Cybersecurity Awareness Month: HR Leaders can Help Create & Support a Cyber-Aware Culture

HR leaders must be actively engaged in the business of their organizations to help deliver on immediate and long-term goals and add shareholder value, to paraphrase Padma Thiruvengadam’s essay in The Rise of HR. This includes understanding key business processes, including how the company conducts business and whether changes should be made to these processes. One critical business process that every HR professional must be aware of and help bolster is a cyber-aware culture in which every employee plays a role in protecting the organization’s data, devices, and IT networks from unauthorized access and malicious use: cybersecurity.

 

Cybersecurity impacts every person in the workplace in every element of operations and is one of the reasons that the Cybersecurity and Infrastructure Security Agency (CISA) and the National Cybersecurity Alliance (NCA) are urging all employees to see themselves in cyber during this Cybersecurity Awareness Month. Knowing how to converse with your organization’s IT teams to support their efforts to protect your company is essential for HR professionals because a cyber breach can result in millions in fines, millions in ransom paid to cyber criminals, a large time cost to repair a breach,and damage a company’s reputation in the marketplace. The IBM 2022 Cost of a Data Breach study shows that even one cyber incident can cost anywhere from $4 million to more than $10 million, depending on the type and size of the organization!

 

Making cybersecurity a company-wide priority has become even more important because companies’ network footprints have expanded dramatically with the normalization of hybrid and remote work. Just three years ago, an organization’s footprint might have been centered in one building, campus, or a set of locations. Today, a company’s footprint includes those same locations plus home offices that may be across the country or even the globe. That “sprawl” not only has expanded but also has distorted the perimeter of the network footprint, making it increasingly difficult to protect.

 

More than ever, HR must be involved in an organization’s cybersecurity conversations, if, for no other reason, they want to protect employees’ personally identifiable information. In addition to understanding the basics of why it is important and how the company is protecting its data from attack, HR professionals should understand that attacks aren’t always from external actors. The biggest threats organizations face today include the multiplied attack vectors from the sprawl mentioned above and from the fact that sometimes employees are just careless or don’t “see themselves in cyber”.

Organizations can protect against employee errors by fostering a culture in which everyone understands their role in cyber, and IT experts want their HR colleagues on board to help implement that culture. To help HR professionals become versed in the language of cybersecurity, HRCI offers a Certificate in Cybersecurity alongside 23 courses and certificates in everything from Compliance and Operational Security Scenarios to Cybersecurity for Human Resource Professionals.

Through HRCI courses, HR professionals can learn more about:

  • IT Cloud Data & cloud operations security,
  • IT cryptography scenarios,
  • identification and authentication techniques,
  • network security scenarios,
  • compliance and operational security scenarios,
  • malware,
  • security awareness training,
  • risk management,
  • disaster recovery, and
  • common attacks.

Every worker in an organization should “see themselves in cyber” during Cybersecurity Awareness Month and year-round because all of us are responsible for upholding the security of data and information related to our jobs. HR leaders and teams can educate themselves in cyber to ensure they are included in the conversations around a security policy that sets the tone and objectives for IT security-related concerns for their organization and to be able to get senior management and the executive team on board to support the policy.

Regardless of how complex cybersecurity may seem, as CISA says, it is ultimately all about people. If you are in people management, take a moment to determine what you know about cyber and what you need to learn to be actively engaged in the business of your organization’s cybersecurity initiatives to support its immediate and long-term goals and deliver on shareholder value.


▶ _The task_
With the pictures removed, write out the data below exactly.

▶ _Extracted entries_
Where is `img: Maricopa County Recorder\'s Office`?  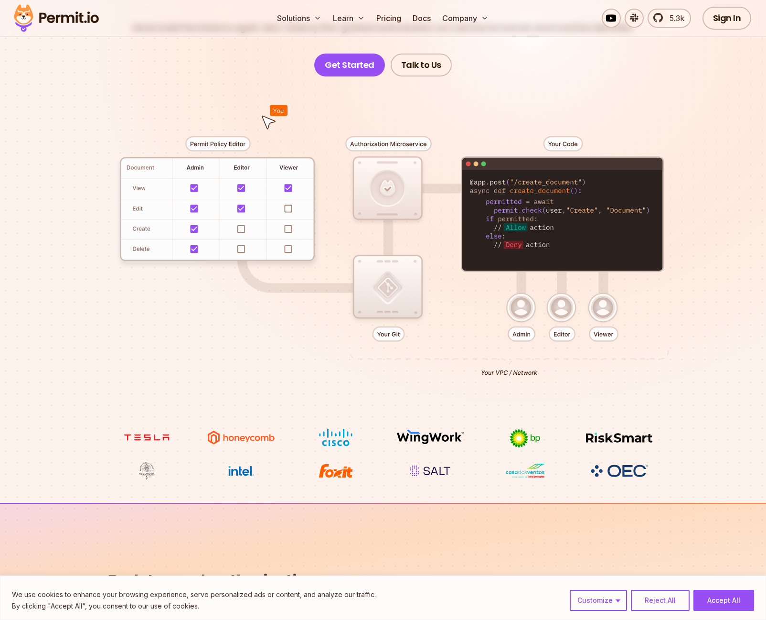
img: Maricopa County Recorder\'s Office is located at coordinates (147, 471).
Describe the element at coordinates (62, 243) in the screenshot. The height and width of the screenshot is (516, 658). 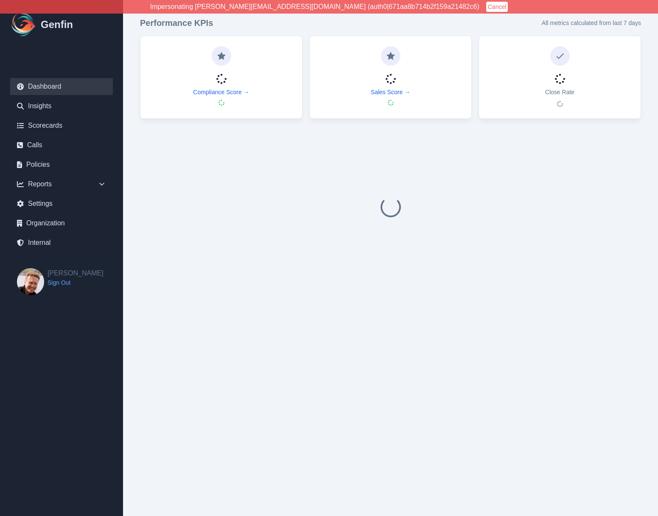
I see `a: Internal` at that location.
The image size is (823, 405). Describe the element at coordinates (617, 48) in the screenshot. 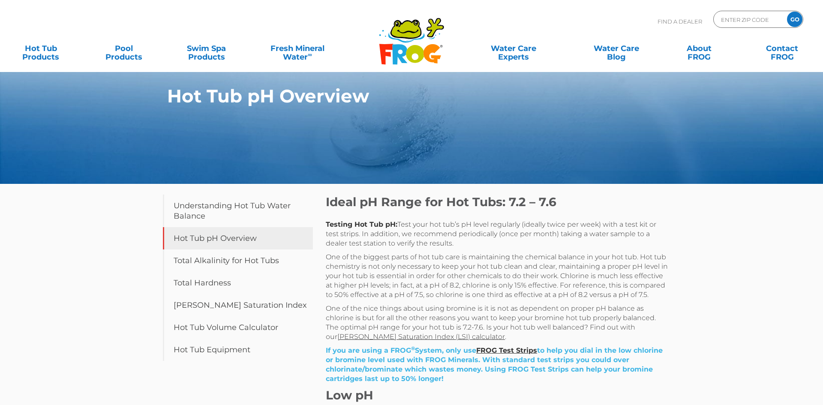

I see `a: Water CareBlog` at that location.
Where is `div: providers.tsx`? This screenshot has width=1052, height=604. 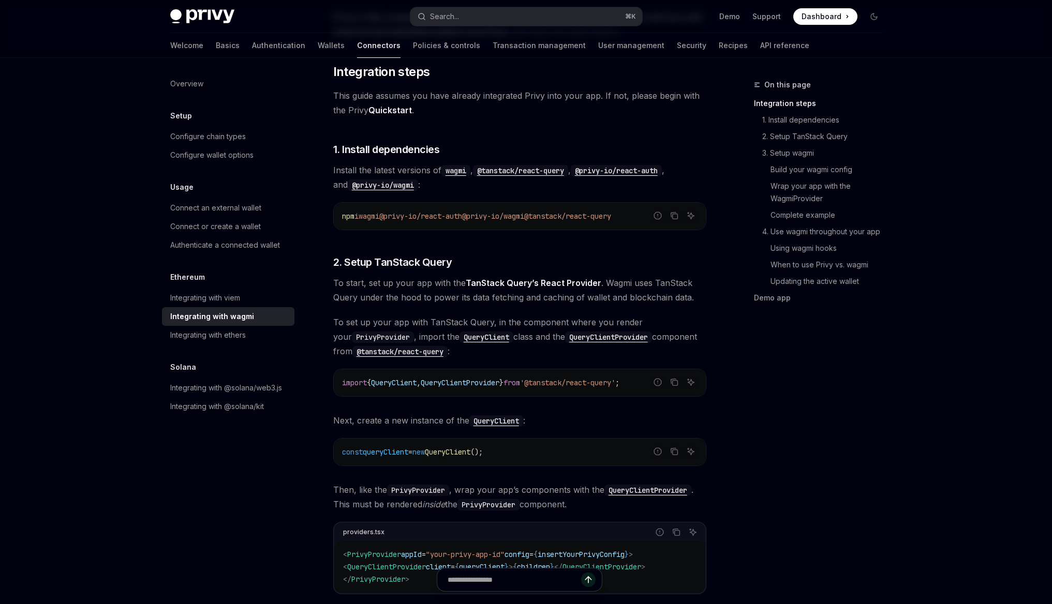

▶ _Reply_
Where is `img: Maricopa County Recorder\'s Office`?  
img: Maricopa County Recorder\'s Office is located at coordinates (147, 471).
Describe the element at coordinates (62, 243) in the screenshot. The height and width of the screenshot is (516, 658). 
I see `a: Internal` at that location.
The image size is (823, 405). Describe the element at coordinates (617, 48) in the screenshot. 

I see `a: Water CareBlog` at that location.
Where is `div: providers.tsx`? This screenshot has width=1052, height=604. 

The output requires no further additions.